Ken MacLeod's comments.
The title comes from two quotes:
“Work as if you lived in the early days of a better nation.”—Alasdair Gray.
“If these are the early days of a better nation, there must be hope, and a hope of peace is as good as any, and far better than a hollow hoarding greed or the dry lies of an aweless god.”—Graydon Saunders
Theology is like organized sports: you can argue about the rules, but they only matter if you want to play the game. If you'd rather spend an afternoon at the museum or a day in a boat on the river, the rules of cricket are completely irrelevant.
From the sublime to the ridiculous. The sad thing is that I thought Gutting was starting to put together rather a powerful Humean argument against religion by the end of the column - it certainly deserved a better response than "yeah well what if there is no God? what about that? you didn't think of that, did you?"
Phil - well yes, exactly. Gutting's argument is quite dizzying: even if God exists, you can never be sure that your religion isn't the result of a false revelation (whether of supernatural origin or not) or that your spiritual experience isn't mere delusion, all permitted by God for a greater good that we can't understand but God can. And after all, many believers do believe that about believers in other religions, and about believers in the wrong division of their own religion. So they are in the same boat.
On second thoughts, it's rather like Calvinism scaled up to the cosmic scale. Your hopes and fears, your struggle with right and wrong and the dictates of your conscience, might be all for nothing, because you might have been always already damned - and in that case that would have been part of the divine plan. God is Cthulhu, to you (or to all of us in Gutting's version).
There are only two counter-arguments to Gutting that I can see. One is C.S. Lewis's (in his sf phase): Earth is special, because it's the neighbourhood of Bethlehem; there was only one Incarnation and we got it. I don't think that's beyond undermining, although it would take some pretty heretical theology. The other, to which I'm temperamentally more inclined, is Sydney Carter's: there's only one revelation of the Divine, here or on any other planet, and it's what we know as God. Mind you, that's probably just as heretical if you follow it through - I think you'd end up with something rather Don Cupitt-ish idea of religion as just something that reflective species do.
Your comment form is now asking me to prove I'm not a robot. Would that I could!
Yes, it's very like Calvinism, with one more turn of the screw: if God is like that, actualising the best possible universe, this could include allowing you to believe a religion that won't save you, and that religion could as well be Christianity (or, within that, Calvinism) as any other.
But what really pisses me off about biologists doing theology (and, of course, I'm just a biologist doing theology myself, and a failed biologist to boot) is that, e.g., Coyne says that the fundamentalists are right to point out that there's a problem with Christians reading Genesis as myth, because Jesus and Paul read it as history.

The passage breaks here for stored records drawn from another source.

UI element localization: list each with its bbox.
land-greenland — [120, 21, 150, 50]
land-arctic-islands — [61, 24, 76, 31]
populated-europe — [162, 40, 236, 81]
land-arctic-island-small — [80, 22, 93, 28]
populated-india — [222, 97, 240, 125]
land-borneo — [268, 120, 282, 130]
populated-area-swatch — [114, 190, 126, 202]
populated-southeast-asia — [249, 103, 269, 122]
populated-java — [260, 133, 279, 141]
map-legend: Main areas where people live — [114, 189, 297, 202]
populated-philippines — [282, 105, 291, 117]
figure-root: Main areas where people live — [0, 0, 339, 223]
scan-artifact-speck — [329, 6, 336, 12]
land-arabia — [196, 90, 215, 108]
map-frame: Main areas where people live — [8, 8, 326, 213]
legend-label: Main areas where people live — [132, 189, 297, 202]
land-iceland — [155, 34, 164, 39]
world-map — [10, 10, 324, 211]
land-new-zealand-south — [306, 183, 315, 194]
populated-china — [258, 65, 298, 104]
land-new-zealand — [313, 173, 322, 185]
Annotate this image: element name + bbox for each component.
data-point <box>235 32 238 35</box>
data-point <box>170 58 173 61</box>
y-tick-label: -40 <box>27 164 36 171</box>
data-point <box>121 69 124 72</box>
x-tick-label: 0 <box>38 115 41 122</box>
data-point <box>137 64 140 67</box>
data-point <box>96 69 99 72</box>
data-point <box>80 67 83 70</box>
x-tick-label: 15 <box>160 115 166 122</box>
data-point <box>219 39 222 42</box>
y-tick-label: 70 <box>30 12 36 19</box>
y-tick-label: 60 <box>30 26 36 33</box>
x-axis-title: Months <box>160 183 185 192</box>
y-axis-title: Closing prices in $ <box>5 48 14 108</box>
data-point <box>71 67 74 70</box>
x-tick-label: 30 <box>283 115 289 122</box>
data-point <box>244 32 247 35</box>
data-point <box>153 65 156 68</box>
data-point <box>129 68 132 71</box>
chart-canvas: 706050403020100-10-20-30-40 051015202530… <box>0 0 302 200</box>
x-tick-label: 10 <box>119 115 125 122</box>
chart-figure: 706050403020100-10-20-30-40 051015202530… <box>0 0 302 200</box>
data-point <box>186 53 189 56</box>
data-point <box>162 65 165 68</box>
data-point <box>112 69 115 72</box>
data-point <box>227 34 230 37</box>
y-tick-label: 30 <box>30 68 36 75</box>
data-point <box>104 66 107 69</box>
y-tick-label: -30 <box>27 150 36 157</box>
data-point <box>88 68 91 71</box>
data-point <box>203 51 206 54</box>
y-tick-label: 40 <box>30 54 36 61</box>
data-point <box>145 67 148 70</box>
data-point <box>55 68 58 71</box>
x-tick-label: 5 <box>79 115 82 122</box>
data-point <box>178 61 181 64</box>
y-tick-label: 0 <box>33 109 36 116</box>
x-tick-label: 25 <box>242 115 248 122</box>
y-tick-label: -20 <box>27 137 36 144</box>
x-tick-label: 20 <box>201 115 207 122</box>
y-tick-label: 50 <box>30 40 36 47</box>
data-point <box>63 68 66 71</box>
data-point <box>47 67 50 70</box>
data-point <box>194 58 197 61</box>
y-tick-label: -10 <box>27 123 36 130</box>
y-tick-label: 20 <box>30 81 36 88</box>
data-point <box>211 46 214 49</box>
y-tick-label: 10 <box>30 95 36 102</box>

After all, if you believe Jesus is God, you must believe he knew everything, so why didn't he know ...?
I'm not at all sure that even the most orthodox Christians are committed to the belief that Jesus knew everything, particularly as Jesus is reported to have said quite clearly that there were some things he didn't know. Whatever about that, it just seems ridiculous for biologists to argue that a fundamentalist reading is the correct one.
I'm reminded of a local news story, from a few years ago, about a creationist group giving tours of the Denver Museum of Nature and Science. One clip showed the college-age guide saying "When Jesus created the universe..." Well, that was news to me.
btw, I found "The Night Sessions" at a Barnes & Noble last Monday, a month early. And the "The Restoration Game" was excellent.
Theology is like organized sports: you can argue about the rules, but they only matter if you want to play the game. If you'd rather spend an afternoon at the museum or a day in a boat on the river, the rules of cricket are completely irrelevant.